A somewhat grumpy information board says that “The Maya were never helped by extraterrestrial beings. What they accomplished was due to their ingenuity and hard work. Nor did the Maya disappear. They abandoned some cities to found new ones…” This might require some explanation. Erich von Daniken decided that some of the Mayan carvings could be interpreted as spaceships and wrote a book about it, “Astronaut Gods of the Maya“.
This is the classic picture. Seen this way up it is a man in a tomb, breathing his last and connected to the Mayan tree of life.
And seen this way up he is sitting on a space rocket. The choice is yours.

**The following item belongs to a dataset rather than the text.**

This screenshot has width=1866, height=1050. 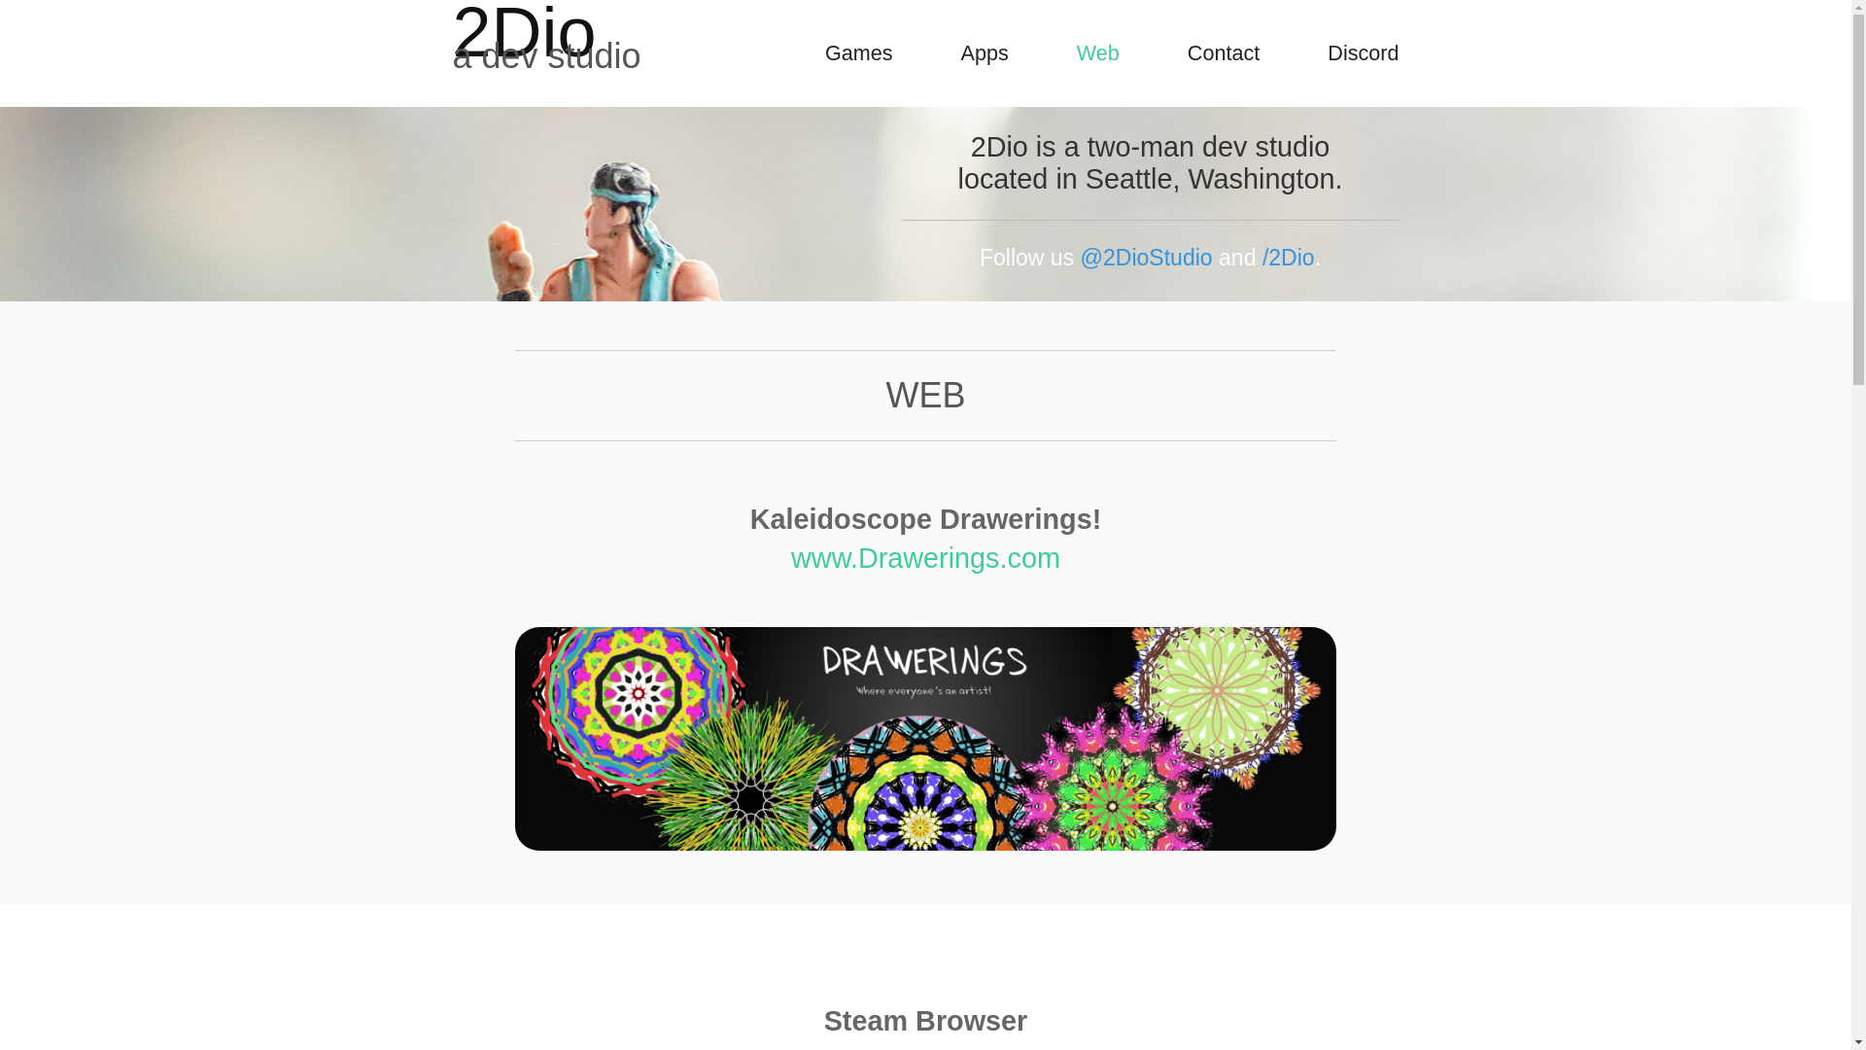 I want to click on /2Dio, so click(x=1289, y=258).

In Merida we are staying at the Secret Palace. It is impressively palatial inside, and in a rather tatty backstreet that makes it so improbable. It is unlikely we will find anywhere more splendid to stay for £60 per head bed and breakfast. It is owned by an Irishman who used to design nightclubs. The detailing is amazing.
The town made its fortune from sisal for string and ropes. You may recall our visit to the jute museum in Dundee. Sadly there is no such celebration of sisal which was profitable enough to fund a millionaires’ row of mini palaces along a road the sisal barons had built for the purpose. This was all we saw of the sisal boom. Sisal now mostly comes from Brazil. The industry is much diminished since the advent of cheap blue polyprop that you see everywhere now.
On our way back to the hotel we are caught in a tropical downpour, 20 degrees north here. We walk through the first drops, then seek shelter from the storm. The drops are large, the thunder thunders and the lightning lightens. The roads fill up with water to a depth of several inches. We do more sheltering, and then realise that our journey home is going to involve getting very wet anyway as we have to ford the roads. This happens several times a week; there are no drains. A monsoon every afternoon and an earthquake twice a week.
We have thrown ourselves into the Yucatan experience with a dinner of four regional specialities. We do not shirk our explorers’ duties. Did Sid not order the crunchy insects in Mexico City, admittedly after The Tequila Incident? The four Maya dishes on their lazy Susan would have fed three or four. We have now had enough local cuisine and will look out for typical Italian or Thai menus, as are to be found on all continents probably including Antarctica.